The Wife Who Knew Too Much(77)
I nodded. The fear must’ve been plain on my face, because Hagerty broke into a pep talk.
“Buck up. Keep your head down, watch your back. If things go south, trigger the emergency alert. We’ll come and get you out. All right?”
I nodded.
He swatted me on the arm in what I guessed was supposed to be a gesture of encouragement. Then he was gone.
35
I was supposed to be looking for evidence. Steeling myself to betray the man I’d loved into confessing a terrible crime. But all I could think of was taking a hot shower, crawling under the covers, and crying myself to sleep.
The master bedroom was cold and dark. I turned on every single light before going to stare at Nina’s portrait. It looked like a death mask, reminding me of how much was at stake. In the bathroom, I ran the hot water until steam poured from the shower stall. My clothes stank of the jail cell. I wished I could burn them, but I couldn’t even get them off my body. I yanked my jeans down until they got stuck on the ankle bracelet. How could I shower with this monstrosity attached to me? Was it waterproof? Or would it electrocute me the second the water hit it? Screw Ryan Hagerty for not cluing me in. I turned the shower off, pulled my pants up, and went in search of a plastic bag to cover it.
Gloria sat at the kitchen table with a bottle of Dewar’s in front of her. She jumped up when she saw me.
“Sit. It’s okay. I could use a drink myself.”
I took a glass from the cabinet and grabbed the bottle. She glanced at my stomach, then raised an eyebrow at me.
“Seriously?” I said, my voice thick with tears as I sank into a chair across from her. “I’m five months pregnant, okay, and I just spent the night in jail for a murder that I didn’t do. Don’t judge me.”
“I don’t judge anybody.”
“You probably think I did kill Nina, so I could live in her house and have her money.”
“I don’t think that.”
“I don’t care about any of that. I wish I’d never seen this place. I wish I’d never met Connor Ford.”
I took a gulp of scotch. It burned going down, setting off a pain in my chest that told me this was wrong. My life might falling apart, it might even be over. But my baby’s was just beginning. I got up and dumped out the scotch in the sink. I couldn’t run. I couldn’t hide. Getting drunk wouldn’t help. I caught sight of my reflection in the window. My face was as gaunt and ghostly as Nina’s in the painting. I was going to suffer her fate, I could feel it coming. Maybe I deserved it. Hot tears rolled down my cheeks. I bent over the sink, sobbing.
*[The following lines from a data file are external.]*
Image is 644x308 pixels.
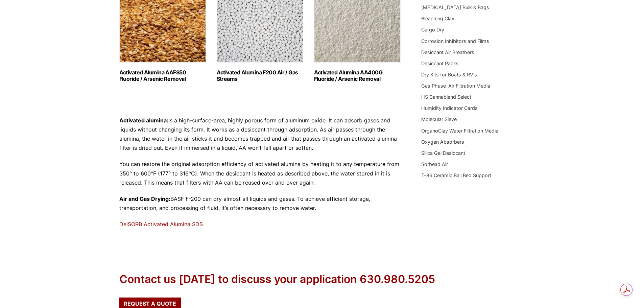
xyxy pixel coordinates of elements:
a: Cargo Dry [421,27,444,32]
a: [MEDICAL_DATA] Bulk & Bags [421,5,489,10]
a: Humidity Indicator Cards [421,105,478,111]
div: Contact us [DATE] to discuss your application 630.980.5205 [119,272,435,287]
a: Sorbead Air [421,161,448,167]
a: OrganoClay Water Filtration Media [421,128,498,133]
a: Desiccant Packs [421,60,459,66]
a: Silica Gel Desiccant [421,150,465,156]
a: Oxygen Absorbers [421,139,464,145]
a: Corrosion Inhibitors and Films [421,38,489,44]
p: BASF F-200 can dry almost all liquids and gases. To achieve efficient storage, transportation, an... [119,194,401,212]
strong: Air and Gas Drying: [119,195,170,202]
h2: Activated Alumina F200 Air / Gas Streams [217,69,303,82]
a: HS Cannablend Select [421,94,471,100]
strong: Activated alumina: [119,117,168,124]
p: You can restore the original adsorption efficiency of activated alumina by heating it to any temp... [119,159,401,187]
span: Request a Quote [124,301,176,306]
a: Molecular Sieve [421,116,456,122]
a: Desiccant Air Breathers [421,49,474,55]
a: DelSORB Activated Alumina SDS [119,221,203,227]
h2: Activated Alumina AAFS50 Fluoride / Arsenic Removal [119,69,206,82]
h2: Activated Alumina AA400G Fluoride / Arsenic Removal [314,69,401,82]
p: Is a high-surface-area, highly porous form of aluminum oxide. It can adsorb gases and liquids wit... [119,116,401,153]
a: Gas Phase-Air Filtration Media [421,83,490,89]
a: Dry Kits for Boats & RV's [421,72,477,78]
a: Bleaching Clay [421,16,454,21]
a: T-86 Ceramic Ball Bed Support [421,172,491,178]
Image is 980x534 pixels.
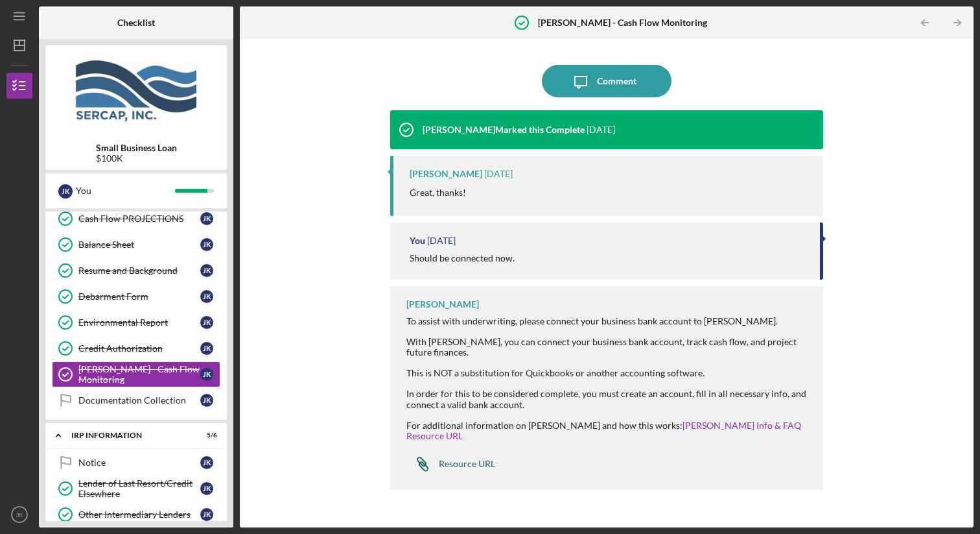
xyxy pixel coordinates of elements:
[410,169,482,179] div: [PERSON_NAME]
[52,283,221,309] a: Debarment FormJK
[52,231,221,257] a: Balance SheetJK
[52,361,221,387] a: [PERSON_NAME] - Cash Flow MonitoringJK
[79,478,200,499] div: Lender of Last Resort/Credit Elsewhere
[410,253,514,264] div: Should be connected now.
[58,184,73,199] div: J K
[200,316,213,328] div: J K
[200,508,213,521] div: J K
[79,213,200,224] div: Cash Flow PROJECTIONS
[200,264,213,277] div: J K
[422,125,585,135] div: [PERSON_NAME] Marked this Complete
[406,299,479,309] div: [PERSON_NAME]
[96,153,177,163] div: $100K
[76,180,175,202] div: You
[200,393,213,406] div: J K
[406,451,495,477] a: Resource URL
[427,235,456,246] time: 2025-08-18 13:00
[15,511,24,518] text: JK
[406,316,809,326] div: To assist with underwriting, please connect your business bank account to [PERSON_NAME].
[79,509,200,519] div: Other Intermediary Lenders
[79,457,200,468] div: Notice
[200,290,213,303] div: J K
[410,186,466,199] p: Great, thanks!
[52,449,221,475] a: NoticeJK
[6,501,32,527] button: JK
[52,257,221,283] a: Resume and BackgroundJK
[79,317,200,328] div: Environmental Report
[538,18,707,28] b: [PERSON_NAME] - Cash Flow Monitoring
[200,367,213,380] div: J K
[96,143,177,153] b: Small Business Loan
[79,291,200,302] div: Debarment Form
[118,18,155,28] b: Checklist
[52,475,221,501] a: Lender of Last Resort/Credit ElsewhereJK
[79,395,200,406] div: Documentation Collection
[682,419,801,431] a: [PERSON_NAME] Info & FAQ
[439,458,495,469] div: Resource URL
[71,432,185,439] div: IRP Information
[52,309,221,335] a: Environmental ReportJK
[597,65,637,97] div: Comment
[484,169,512,179] time: 2025-08-18 13:40
[200,212,213,225] div: J K
[200,482,213,495] div: J K
[542,65,671,97] button: Comment
[406,337,809,358] div: With [PERSON_NAME], you can connect your business bank account, track cash flow, and project futu...
[52,335,221,361] a: Credit AuthorizationJK
[194,432,217,439] div: 5 / 6
[410,235,425,246] div: You
[45,52,227,130] img: Product logo
[52,206,221,231] a: Cash Flow PROJECTIONSJK
[79,343,200,354] div: Credit Authorization
[79,239,200,250] div: Balance Sheet
[406,388,809,409] div: In order for this to be considered complete, you must create an account, fill in all necessary in...
[406,420,809,431] div: For additional information on [PERSON_NAME] and how this works:
[200,456,213,469] div: J K
[406,367,809,378] div: This is NOT a substitution for Quickbooks or another accounting software.
[79,265,200,276] div: Resume and Background
[52,501,221,527] a: Other Intermediary LendersJK
[52,387,221,413] a: Documentation CollectionJK
[406,431,809,441] a: Resource URL
[200,238,213,251] div: J K
[200,341,213,354] div: J K
[79,364,200,384] div: [PERSON_NAME] - Cash Flow Monitoring
[586,125,615,135] time: 2025-08-18 13:40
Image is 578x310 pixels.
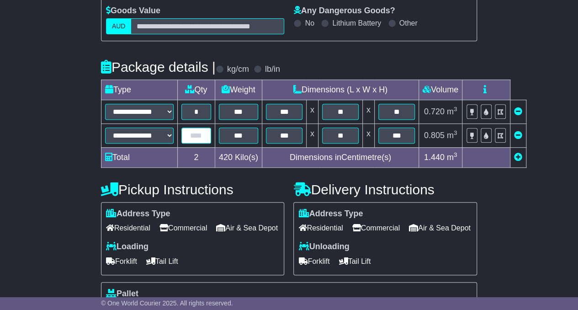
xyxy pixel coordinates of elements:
td: Total [101,147,177,167]
label: Loading [106,242,149,252]
label: kg/cm [227,64,249,75]
label: Unloading [299,242,349,252]
span: m [447,131,458,140]
span: Air & Sea Depot [216,221,278,235]
span: 1.440 [424,153,445,162]
label: lb/in [265,64,280,75]
label: Goods Value [106,6,160,16]
td: Volume [419,80,462,100]
span: Forklift [106,254,137,268]
span: Tail Lift [146,254,178,268]
span: Residential [106,221,150,235]
td: x [306,123,318,147]
h4: Package details | [101,59,216,75]
td: x [363,100,374,123]
span: © One World Courier 2025. All rights reserved. [101,299,233,307]
a: Remove this item [514,107,523,116]
label: Address Type [106,209,171,219]
td: Weight [215,80,262,100]
span: Forklift [299,254,330,268]
td: Kilo(s) [215,147,262,167]
td: Type [101,80,177,100]
span: 0.805 [424,131,445,140]
span: Tail Lift [339,254,371,268]
td: 2 [177,147,215,167]
td: Dimensions (L x W x H) [262,80,419,100]
label: Address Type [299,209,363,219]
label: Pallet [106,289,139,299]
span: Air & Sea Depot [409,221,471,235]
sup: 3 [454,106,458,112]
label: No [305,19,314,27]
span: 0.720 [424,107,445,116]
span: Commercial [353,221,400,235]
a: Add new item [514,153,523,162]
sup: 3 [454,129,458,136]
td: Dimensions in Centimetre(s) [262,147,419,167]
span: m [447,153,458,162]
span: Commercial [160,221,207,235]
span: 420 [219,153,233,162]
td: Qty [177,80,215,100]
label: AUD [106,18,132,34]
label: Any Dangerous Goods? [294,6,395,16]
td: x [363,123,374,147]
a: Remove this item [514,131,523,140]
label: Other [400,19,418,27]
span: Residential [299,221,343,235]
label: Lithium Battery [332,19,381,27]
sup: 3 [454,151,458,158]
td: x [306,100,318,123]
h4: Pickup Instructions [101,182,285,197]
h4: Delivery Instructions [294,182,477,197]
span: m [447,107,458,116]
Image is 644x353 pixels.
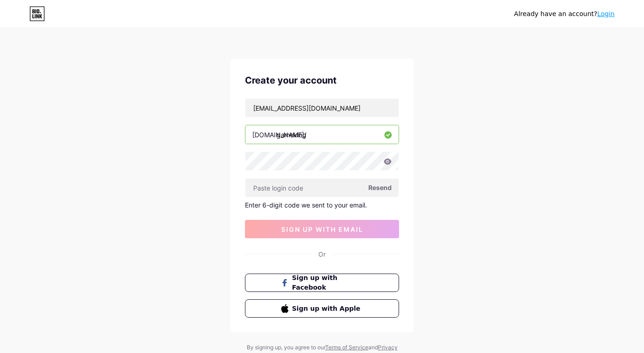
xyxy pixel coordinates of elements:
button: Sign up with Apple [245,299,399,318]
div: Already have an account? [514,10,614,19]
div: Or [318,249,326,259]
input: username [245,125,398,143]
input: Paste login code [245,179,398,197]
div: [DOMAIN_NAME]/ [252,130,306,139]
a: Terms of Service [325,343,368,350]
span: Sign up with Apple [292,303,363,313]
span: Sign up with Facebook [292,273,363,292]
button: Sign up with Facebook [245,274,399,292]
input: Email [245,98,398,117]
button: sign up with email [245,220,399,238]
span: sign up with email [281,225,363,233]
div: Enter 6-digit code we sent to your email. [245,201,399,208]
div: Create your account [245,73,399,87]
a: Login [597,10,614,18]
span: Resend [368,183,392,192]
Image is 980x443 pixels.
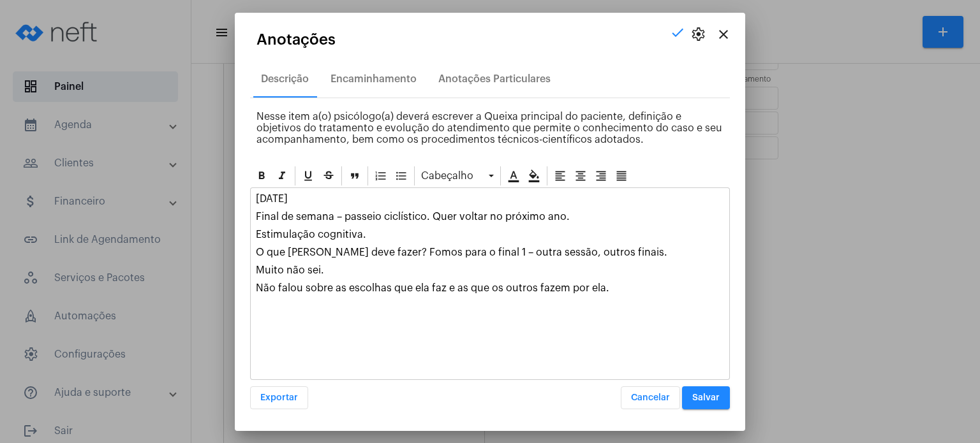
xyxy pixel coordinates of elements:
div: Negrito [252,166,271,185]
button: Exportar [250,386,308,409]
button: settings [685,22,711,47]
div: Anotações Particulares [438,73,550,85]
span: Exportar [260,394,298,402]
div: Alinhar à direita [591,166,610,185]
div: Alinhar à esquerda [550,166,569,185]
div: Descrição [261,73,309,85]
div: Cor de fundo [524,166,543,185]
p: Final de semana – passeio ciclístico. Quer voltar no próximo ano. [256,211,724,223]
span: Anotações [256,31,335,48]
span: Cancelar [631,394,670,402]
span: Nesse item a(o) psicólogo(a) deverá escrever a Queixa principal do paciente, definição e objetivo... [256,112,722,144]
mat-icon: check [670,25,685,40]
p: O que [PERSON_NAME] deve fazer? Fomos para o final 1 – outra sessão, outros finais. [256,247,724,258]
div: Alinhar ao centro [571,166,590,185]
div: Ordered List [371,166,391,185]
mat-icon: close [716,27,731,42]
span: Salvar [692,394,720,402]
button: Cancelar [621,386,680,409]
p: Estimulação cognitiva. [256,229,724,240]
div: Blockquote [345,166,364,185]
span: settings [690,27,705,42]
div: Bullet List [391,166,411,185]
div: Itálico [272,166,292,185]
p: [DATE] [256,193,724,204]
div: Strike [319,166,338,185]
p: Não falou sobre as escolhas que ela faz e as que os outros fazem por ela. [256,283,724,294]
button: Salvar [682,386,730,409]
div: Cor do texto [504,166,523,185]
div: Sublinhado [299,166,318,185]
p: Muito não sei. [256,264,724,276]
div: Encaminhamento [331,73,416,85]
div: Alinhar justificado [612,166,631,185]
div: Cabeçalho [418,166,497,185]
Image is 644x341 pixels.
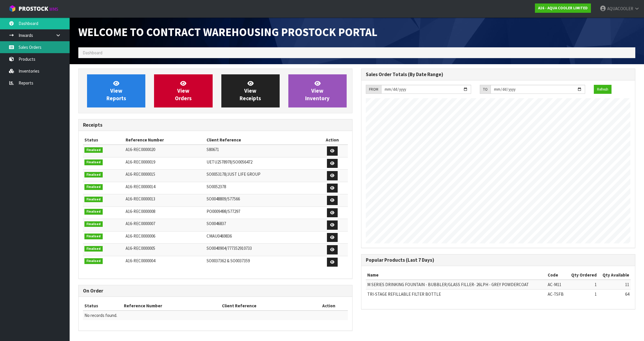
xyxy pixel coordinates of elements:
[84,197,103,202] span: Finalised
[126,184,155,190] span: A16-REC0000014
[83,50,102,55] span: Dashboard
[154,74,213,107] a: ViewOrders
[607,6,633,11] span: AQUACOOLER
[83,288,348,294] h3: On Order
[126,258,155,263] span: A16-REC0000004
[9,5,16,12] img: cube-alt.png
[126,196,155,202] span: A16-REC0000013
[126,171,155,177] span: A16-REC0000015
[310,301,348,310] th: Action
[83,136,124,144] th: Status
[84,221,103,227] span: Finalised
[221,74,279,107] a: ViewReceipts
[366,270,546,280] th: Name
[288,74,347,107] a: ViewInventory
[205,136,316,144] th: Client Reference
[305,80,329,101] span: View Inventory
[207,245,252,251] span: SO0040904/777352910733
[546,289,566,298] td: AC-TSFB
[567,280,598,289] td: 1
[126,233,155,239] span: A16-REC0000006
[207,159,252,165] span: UETU2578978/SO0056472
[567,270,598,280] th: Qty Ordered
[594,85,612,94] button: Refresh
[366,72,630,77] h3: Sales Order Totals (By Date Range)
[83,122,348,128] h3: Receipts
[598,270,630,280] th: Qty Available
[126,221,155,226] span: A16-REC0000007
[106,80,126,101] span: View Reports
[78,25,377,39] span: Welcome to Contract Warehousing ProStock Portal
[126,245,155,251] span: A16-REC0000005
[207,208,240,214] span: PO0009498/S77297
[480,85,490,94] div: TO
[122,301,221,310] th: Reference Number
[207,147,219,152] span: S80671
[84,172,103,177] span: Finalised
[124,136,205,144] th: Reference Number
[567,289,598,298] td: 1
[19,5,48,12] span: ProStock
[598,289,630,298] td: 64
[84,184,103,190] span: Finalised
[87,74,145,107] a: ViewReports
[49,6,58,12] small: WMS
[366,280,546,289] td: M SERIES DRINKING FOUNTAIN - BUBBLER/GLASS FILLER- 26LPH - GREY POWDERCOAT
[207,221,226,226] span: SO0046837
[598,280,630,289] td: 11
[546,270,566,280] th: Code
[239,80,261,101] span: View Receipts
[538,6,587,10] strong: A16 - AQUA COOLER LIMITED
[366,85,381,94] div: FROM
[366,289,546,298] td: TRI-STAGE REFILLABLE FILTER BOTTLE
[207,196,240,202] span: SO0048809/S77566
[126,159,155,165] span: A16-REC0000019
[84,147,103,153] span: Finalised
[207,258,250,263] span: SO0037362 & SO0037359
[207,233,232,239] span: CMAU0469836
[83,310,348,320] td: No records found.
[175,80,192,101] span: View Orders
[84,234,103,240] span: Finalised
[316,136,348,144] th: Action
[84,159,103,165] span: Finalised
[84,209,103,215] span: Finalised
[207,184,226,190] span: SO0052378
[126,208,155,214] span: A16-REC0000008
[207,171,261,177] span: SO0053178/JUST LIFE GROUP
[221,301,310,310] th: Client Reference
[546,280,566,289] td: AC-M11
[83,301,122,310] th: Status
[126,147,155,152] span: A16-REC0000020
[366,257,630,263] h3: Popular Products (Last 7 Days)
[84,246,103,252] span: Finalised
[84,258,103,264] span: Finalised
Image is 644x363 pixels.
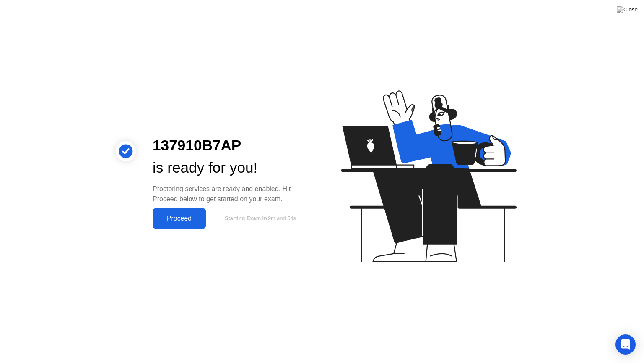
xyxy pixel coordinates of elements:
[268,215,296,222] span: 9m and 54s
[616,335,636,355] div: Open Intercom Messenger
[153,156,308,179] div: is ready for you!
[155,215,203,222] div: Proceed
[616,7,638,13] img: Close
[210,210,308,227] button: Starting Exam in9m and 54s
[153,135,308,156] div: 137910B7AP
[153,208,205,228] button: Proceed
[153,184,308,204] div: Proctoring services are ready and enabled. Hit Proceed below to get started on your exam.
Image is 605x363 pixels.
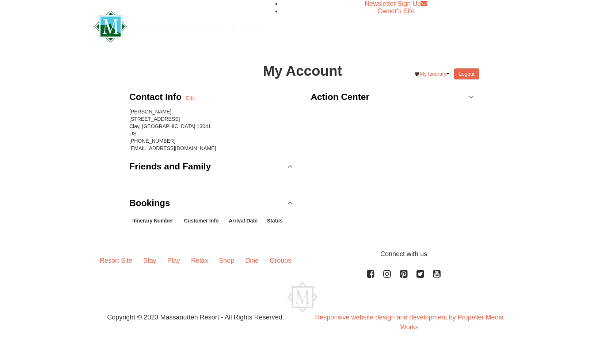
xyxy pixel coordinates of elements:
[226,214,264,227] th: Arrival Date
[454,68,479,79] button: Logout
[264,249,297,272] a: Groups
[126,64,479,78] h1: My Account
[213,249,240,272] a: Shop
[186,249,213,272] a: Relax
[129,90,186,104] h3: Contact Info
[410,68,454,79] a: My Itinerary
[129,192,295,214] a: Bookings
[129,159,211,174] h3: Friends and Family
[264,214,288,227] th: Status
[186,94,195,102] a: Edit
[94,11,262,42] img: Massanutten Resort Logo
[311,86,476,108] a: Action Center
[287,281,318,312] img: Massanutten Resort Logo
[181,214,226,227] th: Customer Info
[138,249,162,272] a: Stay
[129,214,181,227] th: Itinerary Number
[94,249,511,259] p: Connect with us
[89,312,303,322] p: Copyright © 2023 Massanutten Resort - All Rights Reserved.
[129,108,295,152] div: [PERSON_NAME] [STREET_ADDRESS] Clay, [GEOGRAPHIC_DATA] 13041 US [PHONE_NUMBER] [EMAIL_ADDRESS][DO...
[129,196,170,210] h3: Bookings
[311,90,369,104] h3: Action Center
[94,17,262,34] a: Massanutten Resort
[240,249,264,272] a: Dine
[129,155,295,177] a: Friends and Family
[315,313,504,330] a: Responsive website design and development by Propeller Media Works
[378,7,415,15] a: Owner's Site
[162,249,186,272] a: Play
[94,249,138,272] a: Resort Site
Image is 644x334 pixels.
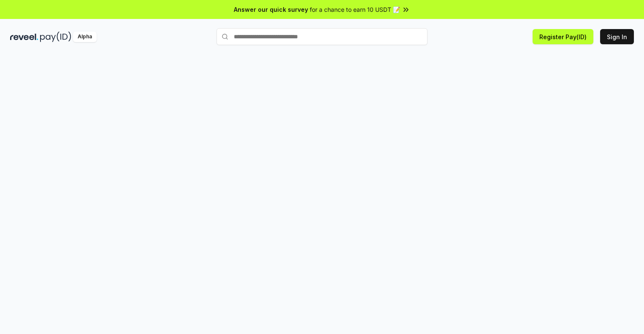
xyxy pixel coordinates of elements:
[533,29,594,44] button: Register Pay(ID)
[310,5,400,14] span: for a chance to earn 10 USDT 📝
[40,32,72,42] img: pay_id
[73,32,96,42] div: Alpha
[600,29,634,44] button: Sign In
[10,32,38,42] img: reveel_dark
[234,5,308,14] span: Answer our quick survey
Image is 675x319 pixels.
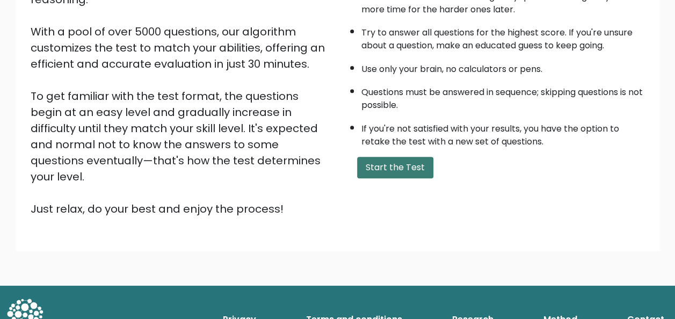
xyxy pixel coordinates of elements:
[357,157,433,178] button: Start the Test
[361,117,645,148] li: If you're not satisfied with your results, you have the option to retake the test with a new set ...
[361,57,645,76] li: Use only your brain, no calculators or pens.
[361,81,645,112] li: Questions must be answered in sequence; skipping questions is not possible.
[361,21,645,52] li: Try to answer all questions for the highest score. If you're unsure about a question, make an edu...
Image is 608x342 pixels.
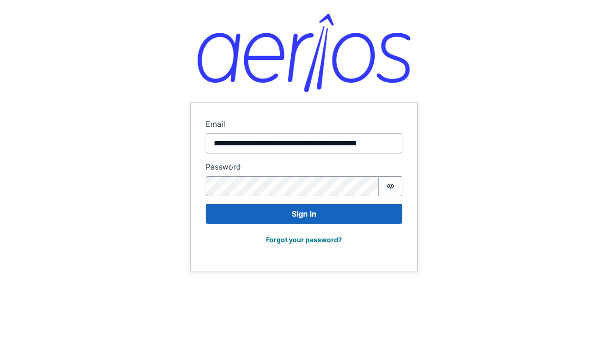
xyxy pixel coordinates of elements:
[206,161,402,172] label: Password
[206,118,402,130] label: Email
[198,14,410,92] img: Aerios logo
[260,231,348,248] button: Forgot your password?
[206,204,402,224] button: Sign in
[378,176,402,196] button: Show password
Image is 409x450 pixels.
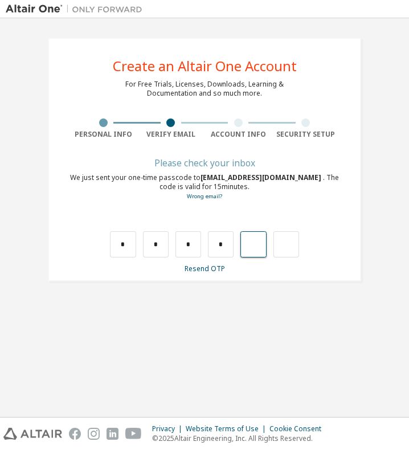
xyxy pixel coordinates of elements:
[270,425,328,434] div: Cookie Consent
[137,130,205,139] div: Verify Email
[6,3,148,15] img: Altair One
[70,160,340,166] div: Please check your inbox
[201,173,323,182] span: [EMAIL_ADDRESS][DOMAIN_NAME]
[152,425,186,434] div: Privacy
[125,80,284,98] div: For Free Trials, Licenses, Downloads, Learning & Documentation and so much more.
[107,428,119,440] img: linkedin.svg
[70,173,340,201] div: We just sent your one-time passcode to . The code is valid for 15 minutes.
[186,425,270,434] div: Website Terms of Use
[3,428,62,440] img: altair_logo.svg
[70,130,137,139] div: Personal Info
[113,59,297,73] div: Create an Altair One Account
[187,193,222,200] a: Go back to the registration form
[272,130,340,139] div: Security Setup
[88,428,100,440] img: instagram.svg
[125,428,142,440] img: youtube.svg
[69,428,81,440] img: facebook.svg
[185,264,225,274] a: Resend OTP
[205,130,272,139] div: Account Info
[152,434,328,443] p: © 2025 Altair Engineering, Inc. All Rights Reserved.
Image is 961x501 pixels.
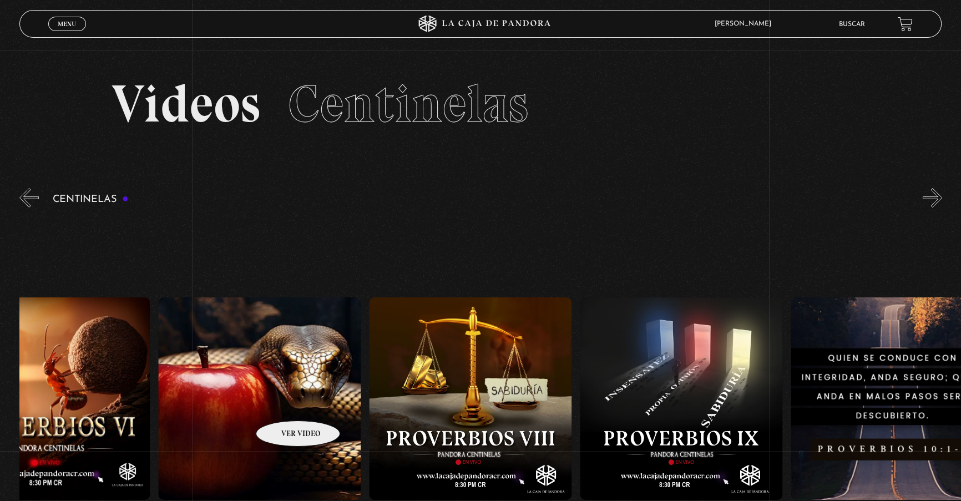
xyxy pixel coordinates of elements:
h2: Videos [112,78,849,130]
span: [PERSON_NAME] [709,21,782,27]
a: Buscar [838,21,864,28]
span: Cerrar [54,30,80,38]
span: Centinelas [288,72,528,135]
button: Previous [19,188,39,207]
h3: Centinelas [53,194,129,205]
a: View your shopping cart [898,17,913,32]
span: Menu [58,21,76,27]
button: Next [923,188,942,207]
“I tried to tell you,” Gloria muttered, behind me. “She’s her father’s daughter, all right.”
I turned on her, struggling to get words out, my body heaving with sobs. “Her father’s daughter? Who are you talking about?”
Her big, dark eyes took my measure.
“Gloria, if you know something, please, I’m begging you. Tell me before it’s too late.”
“The police really think you did it? Because that’s not right,” she asked.
I was sobbing so hard, I couldn’t get any words out, so I just nodded.
“Don’t go anywhere. I’ll be back in a minute,” she said.
She left the room. Collapsing into a chair, I cried until I felt hollowed out and drained. I was still trying to catch my breath when Gloria returned. She glanced over her shoulder, put a finger to her lips, then came up beside me.
“Go upstairs now,” she whispered. “I left something for you, under the pillows on your bed. Nobody can know about it, and they can’t know it came from me. But it’s gonna help you. You shouldn’t pay for something you didn’t do. That’s wrong.”
“What is the thing that you left for me?”
“Lock the bedroom door, and you’ll see. Make sure you hide it good when you’re done, because if they find it, they’ll destroy it.”
I sat there with my mouth gaping. She shook me by the arm.
“What are you waiting for? Go, before they come home.”
I got up and ran back to the master, locking the door behind me like Gloria had said. Under the pile of pillows, I felt something hard, and pulled out a package wrapped up in a towel. Unwrapping the towel, I found a book bound in rose-pink leather, with the initials “N.L.” embossed in gold on the cover, closed with a brass clasp.
Nina’s diary.
There was something stuck inside. I saw the edges protruding. The clasp opened easily when I pressed it. A manila envelope had been folded in half and tucked inside the front cover. It was marked CONFIDENTIAL on the front. I’d get to that in a minute. My eyes were drawn to the first page, where a scrawling, left-tilted hand had noted the date. July 4.
Nina wrote this on the day she died.
I’m writing this to raise an alarm in the event of my untimely death. This is hard to admit, even to myself, let alone to the world. My husband is planning to kill me. For obvious reasons. He’s in love with someone else. And he wants my money.
Was she talking about me?
Fighting tears, holding my breath, I read obsessively to the bitter end, my eyes racing over the pages. The good news was, I wasn’t the woman whom Nina had accused of conspiring to murder her. And the bad news was, I wasn’t the one. It was somebody else. Somebody much too close for comfort.